Saturday, May 17, 2008

Nuala O’Faolain, 68, Irish Memoirist, Is Dead



Here's another death to report....aren't we cheerful today??? Nuala O’Faolain, 68, Irish Memoirist, Is Dead Nuala O’Faolain, an Irish journalist who mined a rich vein of longing and childhood suffering in two midlife memoirs and an acclaimed first novel, “My Dream of You,” died on Friday night in Dublin. She was 68 and lived in Barrtra, County Clare, Ireland, and Manhattan.

Often seen as a feminine (and feminist) counterpart to Frank McCourt’s “Angela’s Ashes,” Ms. O’Faolain’s first memoir, “Are You Somebody?,” created a sensation on its publication in Ireland in 1996. Her unblinking, unsentimental description of Irish life in the 1940s and ’50s, and her loveless, impoverished home, where she grew up the second of nine children, struck a chord with Irish readers and went on to sell well in Britain and the United States.

Nuala O’Faolain (pronounced oh-FWAY-lawn) grew up in the countryside near Dublin in shabbily bohemian circumstances. Her father, who wrote a newspaper society column under the pen name Terry O’Sullivan, spent his nights on the town in Dublin. “He was a dapper, clever, reticent man and he treated the family as if he had met them at a cocktail party,” Ms. O’Faolain wrote. Her mother, a voracious reader and a romantic who never wanted children, sank into despair and alcoholism, to which her mostly absent husband turned a blind eye.

Two of her brothers eventually died of alcoholism. She is survived by six brothers and sisters, Grainne O’Broin, Deirdre Brady and Terry O’Faolain, all of Dublin; Noreen, of London; Marian, of Westport, Ireland; and Niamh, of Tarbert, Ireland. She is also survived by her partner, John Low-Beer of Brooklyn, N.Y.

Ms. O’Faolain inherited her mother’s hunger for love and her father’s flair for journalism. After attending a convent school in the north of Ireland — she had been expelled from her first school for sneaking off to dances to meet boys — she studied English at University College, Dublin, and medieval English literature at the University of Hull before earning a postgraduate degree in English from Oxford.
She then returned to University College as a lecturer in the English department. “I had no sense of being at the start of a career,” she later wrote. “My aim in life was something to do with loving and being loved.”

Shortly before her death, Ms. O’Faolain gave a spirited, tearful interview on Ireland’s most popular radio program in which she reflected on life, love and her impending death. “I thought there would be me and the world, but the world turned its back on me,” she said. “The world said to me, ‘That’s enough of you now, and what’s more, we’re not going to give you any little treats at the end.’ ”

1 comment:

nell said...

I am a feminist campaigner. Civil rights never encompassed the rights of women. that is one of the few things i taught the brilliant Nuala after i met her in 1980. She then made her award winning tv documentary , Plain Tales, on the hidden lives of women of her generation.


→ AIM OF THE EXERCISE:
Do any lines in the data below contain "Hospodářské"? If so, copy every one of them.

----

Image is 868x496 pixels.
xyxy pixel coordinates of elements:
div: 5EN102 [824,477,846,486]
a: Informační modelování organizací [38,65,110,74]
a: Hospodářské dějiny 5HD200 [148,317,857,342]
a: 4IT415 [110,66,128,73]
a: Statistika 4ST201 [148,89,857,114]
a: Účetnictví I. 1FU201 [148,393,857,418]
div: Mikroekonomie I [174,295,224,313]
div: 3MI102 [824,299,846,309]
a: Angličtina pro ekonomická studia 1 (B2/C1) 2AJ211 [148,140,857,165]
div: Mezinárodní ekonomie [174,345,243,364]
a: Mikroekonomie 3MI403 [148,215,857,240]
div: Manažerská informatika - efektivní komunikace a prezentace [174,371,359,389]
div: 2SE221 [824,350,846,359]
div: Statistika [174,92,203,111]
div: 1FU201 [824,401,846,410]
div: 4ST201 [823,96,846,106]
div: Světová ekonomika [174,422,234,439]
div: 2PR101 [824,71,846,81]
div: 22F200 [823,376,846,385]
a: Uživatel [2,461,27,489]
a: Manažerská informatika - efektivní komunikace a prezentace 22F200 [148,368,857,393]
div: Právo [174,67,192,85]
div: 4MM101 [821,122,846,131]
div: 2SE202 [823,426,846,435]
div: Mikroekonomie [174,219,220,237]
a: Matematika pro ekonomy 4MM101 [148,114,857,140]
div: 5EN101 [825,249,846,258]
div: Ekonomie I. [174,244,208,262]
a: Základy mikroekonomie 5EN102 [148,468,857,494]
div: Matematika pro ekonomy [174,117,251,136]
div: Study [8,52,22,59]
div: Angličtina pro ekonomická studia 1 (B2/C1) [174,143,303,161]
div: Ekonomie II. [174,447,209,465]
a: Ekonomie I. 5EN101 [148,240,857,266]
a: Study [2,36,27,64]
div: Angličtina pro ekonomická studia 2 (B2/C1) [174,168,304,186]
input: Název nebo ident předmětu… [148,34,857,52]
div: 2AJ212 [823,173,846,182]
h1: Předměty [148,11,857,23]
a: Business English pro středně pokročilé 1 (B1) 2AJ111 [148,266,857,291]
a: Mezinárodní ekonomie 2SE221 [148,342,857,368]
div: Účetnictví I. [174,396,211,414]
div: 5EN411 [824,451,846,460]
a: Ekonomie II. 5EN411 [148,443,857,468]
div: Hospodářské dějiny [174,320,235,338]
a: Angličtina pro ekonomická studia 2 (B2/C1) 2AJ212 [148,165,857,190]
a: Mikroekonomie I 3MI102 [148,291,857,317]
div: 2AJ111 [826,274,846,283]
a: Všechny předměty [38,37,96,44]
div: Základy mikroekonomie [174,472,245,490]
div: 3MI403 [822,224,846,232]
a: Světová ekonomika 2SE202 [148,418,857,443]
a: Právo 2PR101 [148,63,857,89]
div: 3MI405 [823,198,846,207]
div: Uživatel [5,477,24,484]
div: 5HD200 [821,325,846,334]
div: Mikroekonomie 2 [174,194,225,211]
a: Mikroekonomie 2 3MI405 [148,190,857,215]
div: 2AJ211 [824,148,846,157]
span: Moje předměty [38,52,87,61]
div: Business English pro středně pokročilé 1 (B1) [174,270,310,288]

----

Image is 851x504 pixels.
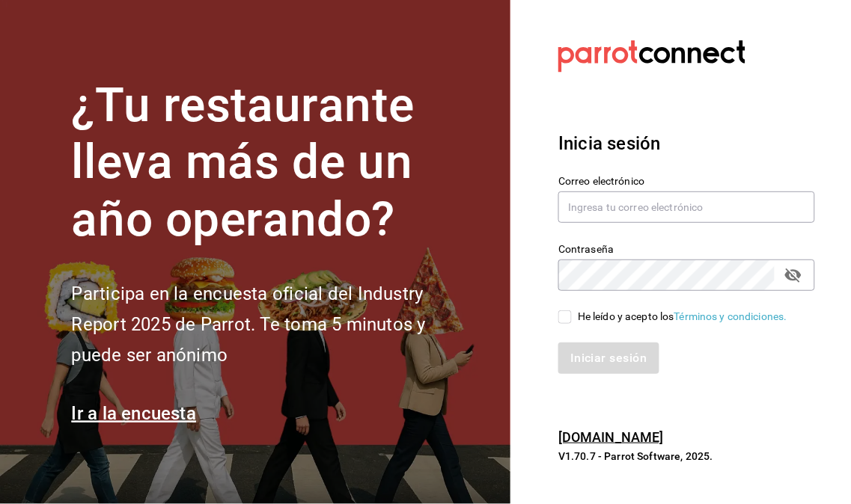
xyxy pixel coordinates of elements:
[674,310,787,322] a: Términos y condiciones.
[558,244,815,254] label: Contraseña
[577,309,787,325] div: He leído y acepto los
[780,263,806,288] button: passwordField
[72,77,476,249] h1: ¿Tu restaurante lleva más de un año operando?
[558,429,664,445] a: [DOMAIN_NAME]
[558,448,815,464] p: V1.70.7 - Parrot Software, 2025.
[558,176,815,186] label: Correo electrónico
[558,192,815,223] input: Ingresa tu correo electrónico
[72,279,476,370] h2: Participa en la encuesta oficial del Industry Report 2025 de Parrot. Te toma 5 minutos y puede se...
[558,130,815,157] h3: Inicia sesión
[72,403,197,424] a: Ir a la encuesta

----

→ EXPECTED OUTPUT:
a: Hospodářské dějiny 5HD200 [148,317,857,342]
div: Hospodářské dějiny [174,320,235,338]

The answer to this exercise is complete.